Risk Management in the Middle Market!

by | Mar 30, 2020 | Technology

Congratulations on your growth! You now run a business large enough to be targeted by bad guys and you can become a victim of any material internal oversights. Risk management is now “a thing”.

Not convinced? You’re big enough for someone to target you for a cyber attack but too small to have internal cyber expertise. You have enough money in the bank for someone to embezzle, but not enough people to execute true “double authorization” for payments over a certain amount. You have enough people to have meaningful HR issues but don’t have a full EH&S program or HR leaders in every site/location. You’ve signed contracts with vendors you can’t recall the key terms of, and you don’t have all of your agreements in one place or know all of their triggers or nuances. How often do you change passwords, who has access to personnel data or sensitive files, you get the point.

Welcome to the lower middle market – you’ve punched through the “small business” ceiling but haven’t yet hit “enterprise scale”. While this size range is exciting for many reasons (growth potential, strategic options, growth in profitability, etc.), it clearly has some considerations from a risk management perspective that didn’t matter as much when your business was smaller.

So what are you going to do about it? Here are a few steps to start putting things in places so you (and your investors) can sleep better at night.

1.) What does Cyber Security means to you?

Cyber security is an area full of folks willing to give you advice or sell you software. The real answer lies in educating your employees, understanding what information or systems are truly critical to your business, having reliable and tested backup or fail-over systems where necessary and yes, the right network and device level protection to prevent and/or detect bad guys.

2.) Risk Management and Financial governance

Even if you have an accounting staff of three, you can find ways to ensure that review is given to items that are either substantial or out of the norm. For example, new vendors that are setup should have a distinct process. Payments over a threshold should have secondary review (including a batch of payments that in aggregate exceeds that threshold). Access to online banking tools should be strictly given to those who need it and the permissions within that account access should fit the role of the individual using the system. Don’t go for the “one size fits all” approach here – it can come back to bite you.

3.) Access controls matter

In addition to banking and financial access, information access matters. There are likely key pieces of information within your organization (compensation data, key contracts, HR documents, etc.) that should be carefully monitored to see who has access and who does not. This may not be as simple as it seems either…while someone in accounting may not have access to the details of your HR information systems, the payroll data in the GL platform may “drill down” to the individual level – just make sure you’ve thought through how secondary systems can access primary data and put the right controls in place.

4.) People stuff – it comes from all sides

Employees are the life blood of any organization. From an HR standpoint, you need guidelines, a handbook, compliance with laws etc. You also need to have an escalation path for how you deal with certain instances of misconduct, the health and welfare of your employees (inside and outside of the office) and specific rules that matter to your industry (IP protection, warehouse safety, training courses on specific topics, etc.). Each of these areas must be considered in a risk management program.

5.) Risk Management of Contracts

You’ve heard the phrase “The Devil is in the Details”…contracts epitomize the use case for those words. Make sure you understand the commercial agreement you are signing up for and that in last minute or final round negotiations you didn’t give on something that closed the deal but exposed you to risk. For example, a vendor may give pricing based on some volume commitment but a very different price if that volume is not achieved – those details need to be clear to all and the right commercial decisions should be made before the ink hits paper. The same holds for vendor agreements, real estate leases, etc..

Working with Consultants – a good idea:

To be honest, this is an area where the regulations and areas where you can have “foot faults” likely exceeds the abilities of your organization, or at least the bandwidth of your key people at the moment.

This is a time / area where it makes sense to partner with the right consultants that can give you a playbook rather than have you invent one yourself. They can also do the employee training, they can help you navigate laws that are new or specific to your industry.

The right firm can go soup to nuts on cyber and technology risk management as well, and do it without impairing your bottom line.

Today’s world is such that small companies and large companies are often held to the same standards when it comes to things like protecting customer data and managing internal risk.

Going it alone is a risky path – similar to investing in a new facility or new equipment for your business, think about engaging the right firm as an investment in your growth and long term sustainability.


About this exercise - Where does the word "lines" occur in the data below? Copy each line that holds it.

Provided entries -
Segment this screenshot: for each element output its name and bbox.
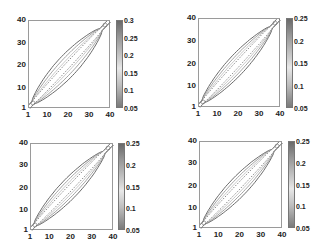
- y-tick-label: 40: [10, 16, 26, 24]
- y-tick-label: 30: [180, 37, 196, 45]
- x-tick-label: 10: [209, 110, 225, 118]
- colorbar-tick-label: 0.05: [126, 227, 140, 234]
- colorbar-tick-label: 0.05: [124, 105, 138, 112]
- plot-area: [28, 20, 110, 108]
- x-tick-label: 1: [22, 233, 38, 241]
- y-tick-label: 20: [12, 184, 28, 192]
- x-tick-label: 30: [251, 110, 267, 118]
- x-tick-label: 1: [20, 111, 36, 119]
- colorbar-tick-label: 0.15: [294, 60, 308, 67]
- colorbar-tick-label: 0.2: [126, 162, 136, 169]
- y-tick-label: 30: [181, 159, 197, 167]
- plot-area: [199, 141, 282, 228]
- colorbar-tick-label: 0.05: [296, 225, 310, 232]
- x-tick-label: 40: [105, 233, 121, 241]
- y-tick-label: 40: [180, 14, 196, 22]
- y-tick-label: 10: [181, 204, 197, 212]
- colorbar: [286, 18, 293, 108]
- colorbar-tick-label: 0.1: [126, 205, 136, 212]
- colorbar-tick-label: 0.15: [296, 182, 310, 189]
- colorbar: [118, 143, 125, 230]
- colorbar-tick-label: 0.2: [124, 52, 134, 59]
- contour-lines: [199, 19, 281, 108]
- y-tick-label: 20: [180, 60, 196, 68]
- y-tick-label: 30: [10, 39, 26, 47]
- colorbar-tick-label: 0.2: [294, 38, 304, 45]
- x-tick-label: 30: [253, 231, 269, 239]
- y-tick-label: 20: [10, 61, 26, 69]
- x-tick-label: 40: [102, 111, 118, 119]
- y-tick-label: 10: [10, 84, 26, 92]
- plot-area: [30, 143, 113, 230]
- x-tick-label: 40: [272, 110, 288, 118]
- x-tick-label: 10: [39, 111, 55, 119]
- colorbar: [116, 20, 123, 108]
- x-tick-label: 1: [190, 110, 206, 118]
- colorbar-tick-label: 0.15: [126, 184, 140, 191]
- colorbar-tick-label: 0.1: [124, 87, 134, 94]
- plot-area: [198, 18, 280, 107]
- colorbar-tick-label: 0.3: [124, 17, 134, 24]
- colorbar-tick-label: 0.25: [126, 140, 140, 147]
- x-tick-label: 1: [191, 231, 207, 239]
- y-tick-label: 40: [12, 139, 28, 147]
- contour-lines: [200, 142, 283, 229]
- x-tick-label: 20: [60, 111, 76, 119]
- x-tick-label: 20: [231, 231, 247, 239]
- contour-lines: [29, 21, 111, 109]
- x-tick-label: 30: [81, 111, 97, 119]
- colorbar-tick-label: 0.05: [294, 105, 308, 112]
- colorbar-tick-label: 0.2: [296, 160, 306, 167]
- colorbar-tick-label: 0.25: [124, 35, 138, 42]
- colorbar-tick-label: 0.25: [294, 15, 308, 22]
- x-tick-label: 30: [84, 233, 100, 241]
- colorbar-tick-label: 0.1: [296, 203, 306, 210]
- x-tick-label: 40: [274, 231, 290, 239]
- colorbar: [288, 141, 295, 228]
- x-tick-label: 20: [230, 110, 246, 118]
- x-tick-label: 10: [41, 233, 57, 241]
- x-tick-label: 10: [210, 231, 226, 239]
- colorbar-tick-label: 0.15: [124, 70, 138, 77]
- y-tick-label: 10: [180, 82, 196, 90]
- contour-lines: [31, 144, 114, 231]
- x-tick-label: 20: [62, 233, 78, 241]
- y-tick-label: 10: [12, 206, 28, 214]
- y-tick-label: 40: [181, 137, 197, 145]
- y-tick-label: 20: [181, 182, 197, 190]
- y-tick-label: 30: [12, 161, 28, 169]
- colorbar-tick-label: 0.1: [294, 83, 304, 90]
- colorbar-tick-label: 0.25: [296, 138, 310, 145]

Solution below -
- contour-lines: [199, 19, 281, 108]
- contour-lines: [200, 142, 283, 229]
- contour-lines: [29, 21, 111, 109]
- contour-lines: [31, 144, 114, 231]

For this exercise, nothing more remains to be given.